### About this exercise
Only the lines from the one holding "This screenshot has width=825, height=576." to the end of the data should be echoed, exactly as they appear, minus the pictures.

Source material: Begin

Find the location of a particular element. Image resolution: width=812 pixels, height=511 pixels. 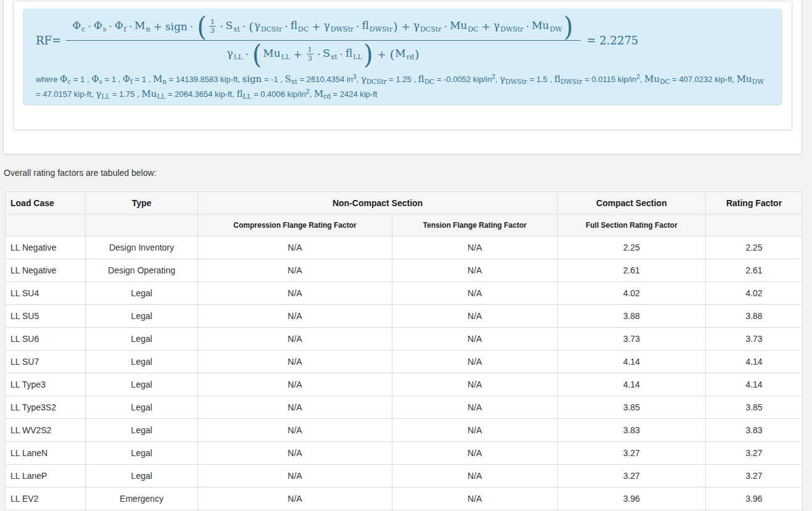

where-variable: sign is located at coordinates (252, 79).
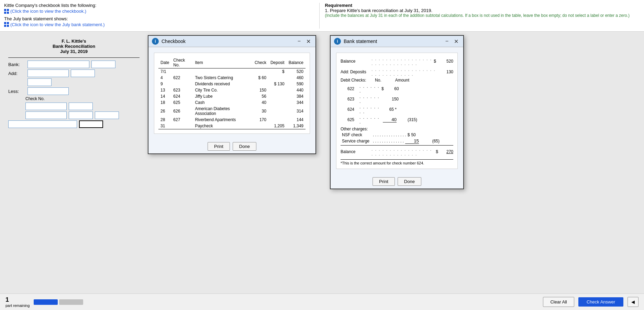 This screenshot has height=310, width=644. What do you see at coordinates (357, 135) in the screenshot?
I see `bs-nsf-label: NSF check` at bounding box center [357, 135].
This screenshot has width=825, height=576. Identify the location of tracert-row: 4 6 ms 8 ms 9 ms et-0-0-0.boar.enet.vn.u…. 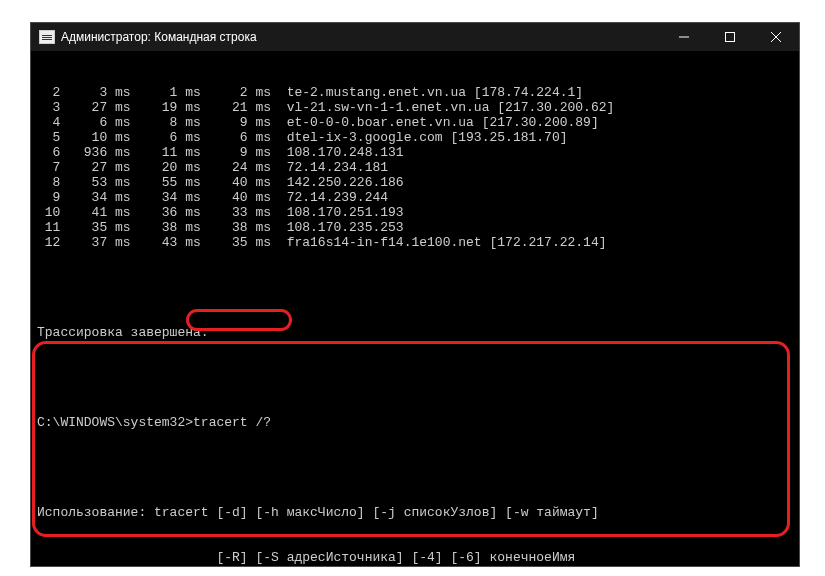
(415, 122).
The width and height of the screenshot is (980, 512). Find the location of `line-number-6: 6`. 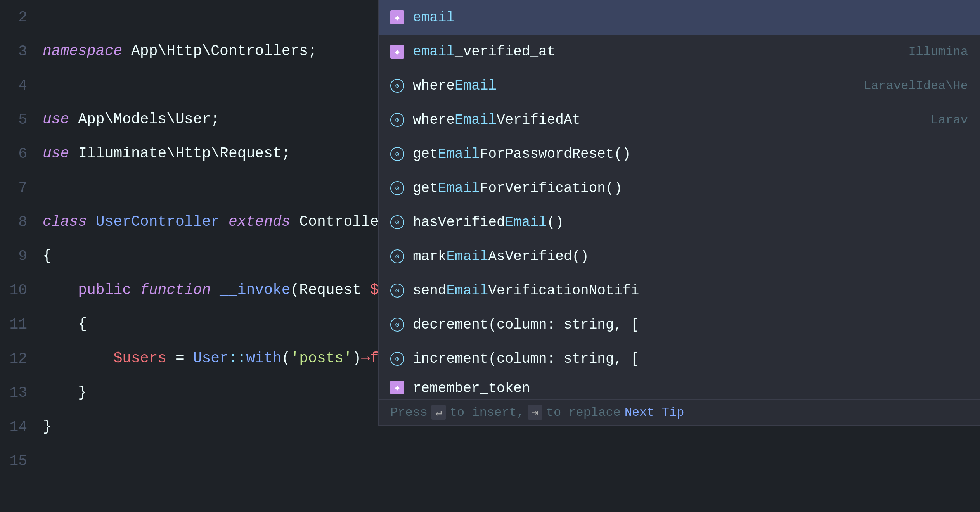

line-number-6: 6 is located at coordinates (21, 154).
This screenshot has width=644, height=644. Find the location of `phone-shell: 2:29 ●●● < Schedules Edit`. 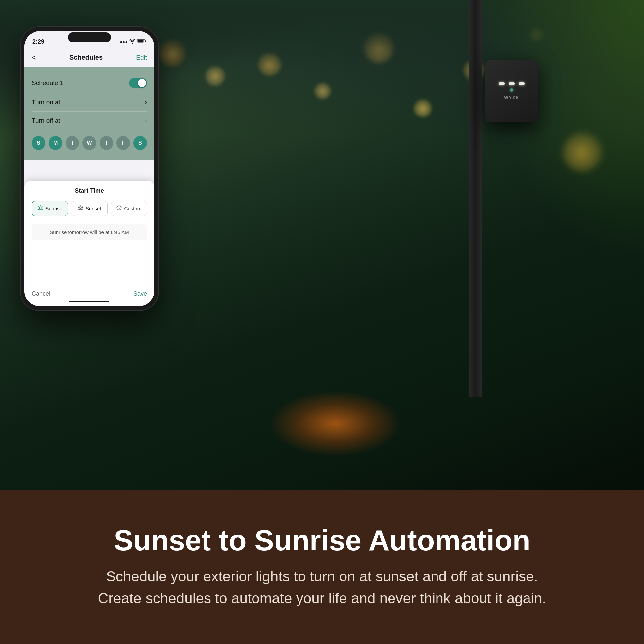

phone-shell: 2:29 ●●● < Schedules Edit is located at coordinates (89, 169).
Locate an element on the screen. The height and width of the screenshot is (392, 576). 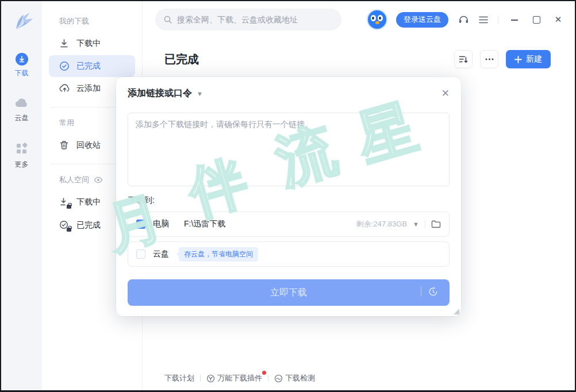
universal-plugin-label: 万能下载插件 is located at coordinates (240, 378).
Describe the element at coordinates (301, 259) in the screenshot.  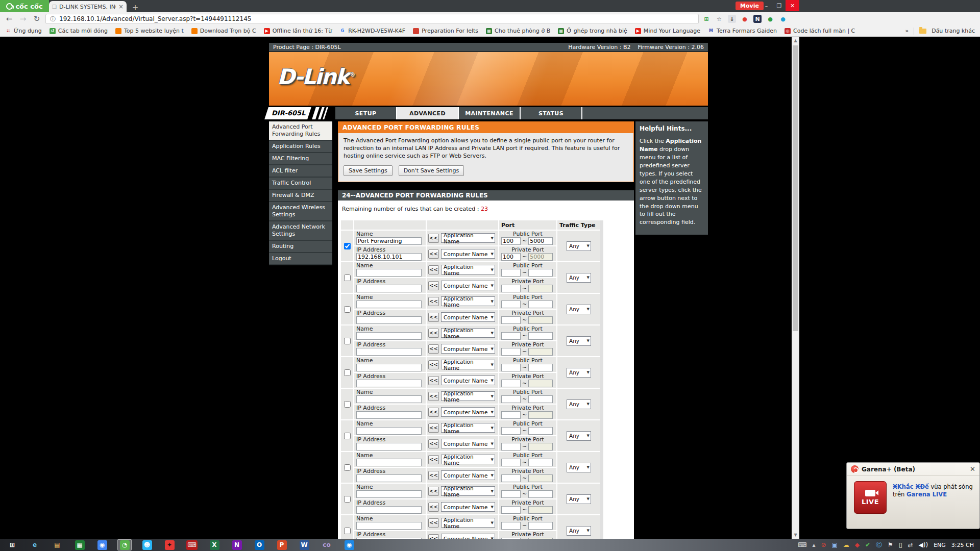
I see `sidebar-menu-item: Logout` at that location.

Source material: End

### Exercise result
This screenshot has width=825, height=576. Identify the location of tracert-row: 4 6 ms 8 ms 9 ms et-0-0-0.boar.enet.vn.u…. 
(415, 122).
The width and height of the screenshot is (980, 512). Find the location of `line-number-6: 6`. 

line-number-6: 6 is located at coordinates (21, 154).
This screenshot has width=644, height=644. Find the location of `phone-shell: 2:29 ●●● < Schedules Edit`. 

phone-shell: 2:29 ●●● < Schedules Edit is located at coordinates (89, 169).
Locate an element on the screen. The height and width of the screenshot is (392, 576). 
universal-plugin-label: 万能下载插件 is located at coordinates (240, 378).
Describe the element at coordinates (301, 259) in the screenshot.  
I see `sidebar-menu-item: Logout` at that location.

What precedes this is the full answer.